Brennan's Wasabi Coding FAQ
This FAQ is about using Wasabi. Setting up and actually using the SDK files is
covered in the SDK FAQ.
Where is everything? How do I get started reading the code?
Take a look at the file contents.txt. That will give you a description of each
top-level directory in the sdk.
In general, the code is built in layers. The bottom layer is the Std layer.
This is the platform-independence layer. #include <bfc/std.h> covers most
of the "standard wasabi environment" includes.
Then, there is BFC. This is the foundation class collection. There are various
code heirarchies in here. It implements
most of the basic C++ data structures we use, as templates whenever possible.
It's not trying to be as big and full-featured as the STL, though. Just
simple basic often-needed tools, like PtrList<>, String, and MemBlock<>.
Another important BFC heirarchy is the BaseWnd heirarchy. This implements our
OS-independent windowing system code. The main players are:
- RootWnd: this is an interface-only class. This is the minimal
window class interface required to be implemented to be able to be attached
to a parent window and have child windows attached to you.
- BaseWnd: this is an implementation of RootWnd for local OS windows. This
class will call into the hosting OS to create a window. You need at least one
BaseWnd class to put up a UI. The rest can be virtual.
- VirtualWnd: this is a purely 'virtual' window implementation, in that
it does not create a corresponding OS window. It attaches to its parent
and renders directly into the parent's 32-bit color buffer, which allows
full 8-bit alpha blending or other filtering operations to take place. This
window actually derives from BaseWnd for implementation, which means you
can actually switch a window between "real" and virtual on the fly with
BaseWnd::setVirtual(). Neat, huh.
All the other windows are derived from either BaseWnd or VirtualWnd and are located in bfc/wnds. Well, they also derive from each other, esp. TreeWnd and ListWnd which derive from ScrlBkgWnd, which implements generic scrolling for a window.
Do I need to #include <windows.h>?
No. Please don't! In general, all .cpp files should include <bfc/std.h>, which
will take care of the standard includes for the platform. Remember, the
less you refer to Windows, the more magically portable your code will be.
Should I include common.h?
No. This is now included automatically by platform.h.
How do I make my own service type?
Read this. It
also discusses how Dispatchable works, a little bit. (mirror)
How do I make an edit box hide its input (for passwords)?
Just put password="1" as one if its XML parameters.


- _Work instruction_
Within these entries, how many lines contain the word "millions"? Answer with the number alone.

Segment Start: Data supplied

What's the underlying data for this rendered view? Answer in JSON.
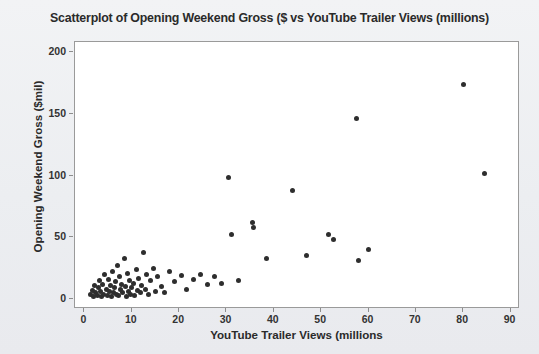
{
  "chart_data": {
    "type": "scatter",
    "title": "Scatterplot of Opening Weekend Gross ($ vs YouTube Trailer Views (millions)",
    "xlabel": "YouTube Trailer Views (millions",
    "ylabel": "Opening Weekend Gross ($mil)",
    "xlim": [
      -2,
      92
    ],
    "ylim": [
      -8,
      208
    ],
    "xticks": [
      0,
      10,
      20,
      30,
      40,
      50,
      60,
      70,
      80,
      90
    ],
    "yticks": [
      0,
      50,
      100,
      150,
      200
    ],
    "grid": false,
    "legend": null,
    "marker_color": "#2e2e2e",
    "plot_bg": "#ffffff",
    "figure_bg": "#eff0f3",
    "points": [
      [
        1.2,
        4
      ],
      [
        1.6,
        7
      ],
      [
        2.0,
        2
      ],
      [
        2.2,
        11
      ],
      [
        2.4,
        5
      ],
      [
        2.8,
        3
      ],
      [
        3.0,
        9
      ],
      [
        3.2,
        15
      ],
      [
        3.4,
        6
      ],
      [
        3.6,
        2
      ],
      [
        3.9,
        12
      ],
      [
        4.1,
        4
      ],
      [
        4.3,
        20
      ],
      [
        4.6,
        8
      ],
      [
        4.8,
        3
      ],
      [
        5.0,
        16
      ],
      [
        5.2,
        6
      ],
      [
        5.5,
        11
      ],
      [
        5.7,
        2
      ],
      [
        5.9,
        22
      ],
      [
        6.1,
        5
      ],
      [
        6.4,
        9
      ],
      [
        6.6,
        14
      ],
      [
        6.8,
        4
      ],
      [
        7.0,
        27
      ],
      [
        7.2,
        3
      ],
      [
        7.5,
        18
      ],
      [
        7.7,
        8
      ],
      [
        7.9,
        12
      ],
      [
        8.1,
        5
      ],
      [
        8.4,
        33
      ],
      [
        8.6,
        10
      ],
      [
        8.8,
        2
      ],
      [
        9.0,
        21
      ],
      [
        9.3,
        6
      ],
      [
        9.5,
        15
      ],
      [
        9.8,
        4
      ],
      [
        10.0,
        9
      ],
      [
        10.3,
        13
      ],
      [
        10.6,
        3
      ],
      [
        10.9,
        24
      ],
      [
        11.2,
        7
      ],
      [
        11.5,
        17
      ],
      [
        11.8,
        5
      ],
      [
        12.1,
        11
      ],
      [
        12.5,
        38
      ],
      [
        12.8,
        8
      ],
      [
        13.2,
        20
      ],
      [
        13.6,
        4
      ],
      [
        14.0,
        15
      ],
      [
        14.5,
        25
      ],
      [
        15.0,
        6
      ],
      [
        15.5,
        18
      ],
      [
        16.2,
        10
      ],
      [
        17.0,
        5
      ],
      [
        18.0,
        22
      ],
      [
        19.0,
        14
      ],
      [
        20.5,
        19
      ],
      [
        21.5,
        8
      ],
      [
        23.0,
        16
      ],
      [
        24.5,
        20
      ],
      [
        26.0,
        12
      ],
      [
        27.5,
        18
      ],
      [
        29.0,
        13
      ],
      [
        30.5,
        98
      ],
      [
        31.0,
        52
      ],
      [
        32.5,
        15
      ],
      [
        35.5,
        62
      ],
      [
        35.8,
        58
      ],
      [
        38.5,
        33
      ],
      [
        44.0,
        88
      ],
      [
        47.0,
        35
      ],
      [
        51.5,
        52
      ],
      [
        52.5,
        48
      ],
      [
        57.5,
        146
      ],
      [
        57.8,
        31
      ],
      [
        60.0,
        40
      ],
      [
        80.0,
        174
      ],
      [
        84.5,
        102
      ]
    ]
  }
}
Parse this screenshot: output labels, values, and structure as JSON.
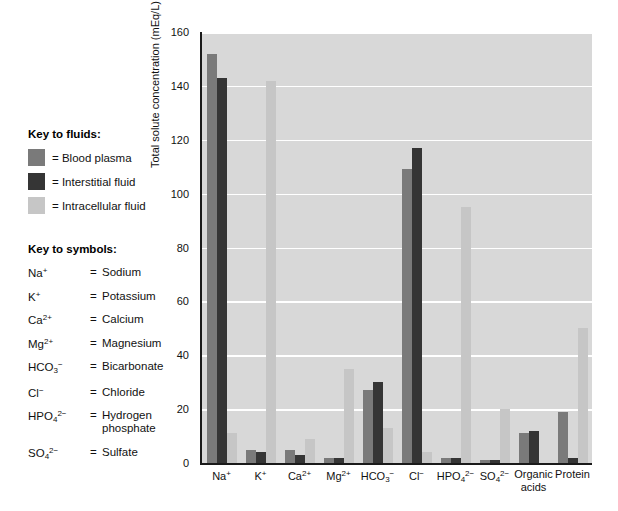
{
  "key_fluids": {
    "title": "Key to fluids:",
    "items": [
      {
        "label": "= Blood plasma",
        "color": "#7a7a7a"
      },
      {
        "label": "= Interstitial fluid",
        "color": "#353535"
      },
      {
        "label": "= Intracellular fluid",
        "color": "#c6c6c6"
      }
    ]
  },
  "key_symbols": {
    "title": "Key to symbols:",
    "items": [
      {
        "formula_html": "Na<sup>+</sup>",
        "eq": "=",
        "name": "Sodium",
        "name2": ""
      },
      {
        "formula_html": "K<sup>+</sup>",
        "eq": "=",
        "name": "Potassium",
        "name2": ""
      },
      {
        "formula_html": "Ca<sup>2+</sup>",
        "eq": "=",
        "name": "Calcium",
        "name2": ""
      },
      {
        "formula_html": "Mg<sup>2+</sup>",
        "eq": "=",
        "name": "Magnesium",
        "name2": ""
      },
      {
        "formula_html": "HCO<sub>3</sub><sup>&#8722;</sup>",
        "eq": "=",
        "name": "Bicarbonate",
        "name2": ""
      },
      {
        "formula_html": "Cl<sup>&#8722;</sup>",
        "eq": "=",
        "name": "Chloride",
        "name2": ""
      },
      {
        "formula_html": "HPO<sub>4</sub><sup>2&#8722;</sup>",
        "eq": "=",
        "name": "Hydrogen",
        "name2": "phosphate"
      },
      {
        "formula_html": "SO<sub>4</sub><sup>2&#8722;</sup>",
        "eq": "=",
        "name": "Sulfate",
        "name2": ""
      }
    ]
  },
  "chart_data": {
    "type": "bar",
    "title": "",
    "xlabel": "",
    "ylabel": "Total solute concentration (mEq/L)",
    "ylim": [
      0,
      160
    ],
    "yticks": [
      0,
      20,
      40,
      60,
      80,
      100,
      120,
      140,
      160
    ],
    "grid": true,
    "legend_position": "left-external",
    "categories": [
      "Na+",
      "K+",
      "Ca2+",
      "Mg2+",
      "HCO3-",
      "Cl-",
      "HPO4 2-",
      "SO4 2-",
      "Organic acids",
      "Protein"
    ],
    "category_labels_html": [
      "Na<sup>+</sup>",
      "K<sup>+</sup>",
      "Ca<sup>2+</sup>",
      "Mg<sup>2+</sup>",
      "HCO<sub>3</sub><sup>&#8722;</sup>",
      "Cl<sup>&#8722;</sup>",
      "HPO<sub>4</sub><sup>2&#8722;</sup>",
      "SO<sub>4</sub><sup>2&#8722;</sup>",
      "Organic|acids",
      "Protein"
    ],
    "series": [
      {
        "name": "Blood plasma",
        "color": "#7a7a7a",
        "values": [
          152,
          5,
          5,
          2,
          27,
          109,
          2,
          1,
          11,
          19
        ]
      },
      {
        "name": "Interstitial fluid",
        "color": "#353535",
        "values": [
          143,
          4,
          3,
          2,
          30,
          117,
          2,
          1,
          12,
          2
        ]
      },
      {
        "name": "Intracellular fluid",
        "color": "#c6c6c6",
        "values": [
          11,
          142,
          9,
          35,
          13,
          4,
          95,
          20,
          0,
          50
        ]
      }
    ]
  }
}
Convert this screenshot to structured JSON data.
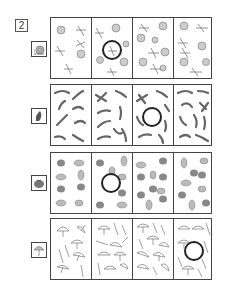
{
  "worksheet": {
    "exercise_number": "2",
    "rows": [
      {
        "name": "snails-dragonflies",
        "reference_icon": "snail-icon",
        "items": [
          "snail-icon",
          "dragonfly-icon"
        ],
        "circled_panel": 2
      },
      {
        "name": "pea-pods",
        "reference_icon": "pea-pod-icon",
        "items": [
          "pea-pod-icon",
          "bean-icon"
        ],
        "circled_panel": 3
      },
      {
        "name": "tomatoes-grapes",
        "reference_icon": "tomato-icon",
        "items": [
          "tomato-icon",
          "grapes-icon"
        ],
        "circled_panel": 2
      },
      {
        "name": "umbrellas",
        "reference_icon": "umbrella-icon",
        "items": [
          "umbrella-icon",
          "closed-umbrella-icon"
        ],
        "circled_panel": 4
      }
    ]
  }
}
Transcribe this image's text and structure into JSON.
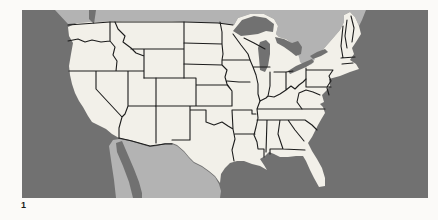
{
  "figure": {
    "label": "1"
  },
  "map": {
    "colors": {
      "page_bg": "#fbfaf8",
      "ocean": "#717171",
      "neighbor_land": "#b3b3b3",
      "us_land": "#f2f0e9",
      "state_border": "#1c1c1c"
    },
    "regions": {
      "country": "United States",
      "neighbors": [
        "Canada",
        "Mexico"
      ],
      "water_bodies": [
        "Pacific Ocean",
        "Atlantic Ocean",
        "Gulf of Mexico",
        "Gulf of California",
        "Puget Sound",
        "Lake Superior",
        "Lake Michigan",
        "Lake Huron",
        "Lake Erie",
        "Lake Ontario"
      ]
    }
  }
}
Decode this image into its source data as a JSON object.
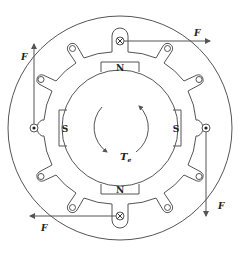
{
  "diagram": {
    "type": "motor-cross-section",
    "colors": {
      "line": "#555555",
      "text": "#222222",
      "background": "#ffffff"
    },
    "poles": {
      "top": "N",
      "bottom": "N",
      "left": "S",
      "right": "S"
    },
    "torque_label": "T",
    "torque_subscript": "e",
    "forces": {
      "top_right": "F",
      "left_up": "F",
      "bottom_left": "F",
      "right_down": "F"
    },
    "conductors": {
      "top": "cross",
      "bottom": "cross",
      "left": "dot",
      "right": "dot"
    }
  }
}
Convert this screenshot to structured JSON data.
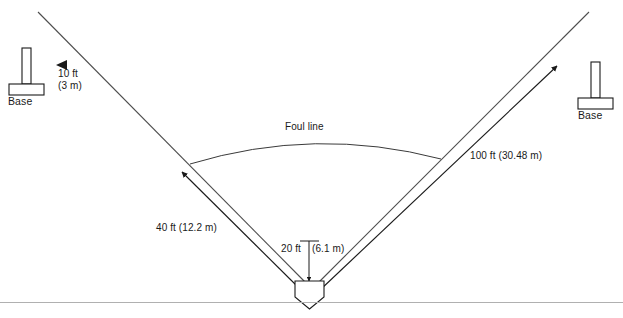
{
  "diagram": {
    "labels": {
      "base_left": "Base",
      "base_right": "Base",
      "ten_ft": "10 ft",
      "ten_m": "(3 m)",
      "foul_line": "Foul line",
      "hundred_ft": "100 ft (30.48 m)",
      "forty_ft": "40 ft (12.2 m)",
      "twenty_ft": "20 ft",
      "twenty_m": "(6.1 m)"
    },
    "colors": {
      "stroke": "#1a1a1a",
      "thin_stroke": "#5a5a5a",
      "fill": "#ffffff",
      "text": "#1a1a1a",
      "baseline": "#a8a8a8"
    },
    "measurements": {
      "foul_line_length_ft": 100,
      "foul_line_length_m": 30.48,
      "base_distance_ft": 40,
      "base_distance_m": 12.2,
      "plate_offset_ft": 20,
      "plate_offset_m": 6.1,
      "base_clearance_ft": 10,
      "base_clearance_m": 3
    },
    "icons": {
      "base_marker": "base-post-icon",
      "home_plate": "home-plate-icon",
      "arrowhead_left": "arrowhead-left-icon",
      "arrow_up_left": "arrow-up-left-icon",
      "arrow_up_right": "arrow-up-right-icon",
      "arrow_down": "arrow-down-icon"
    }
  }
}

Segment End: Data supplied

- _Exercise answer_
2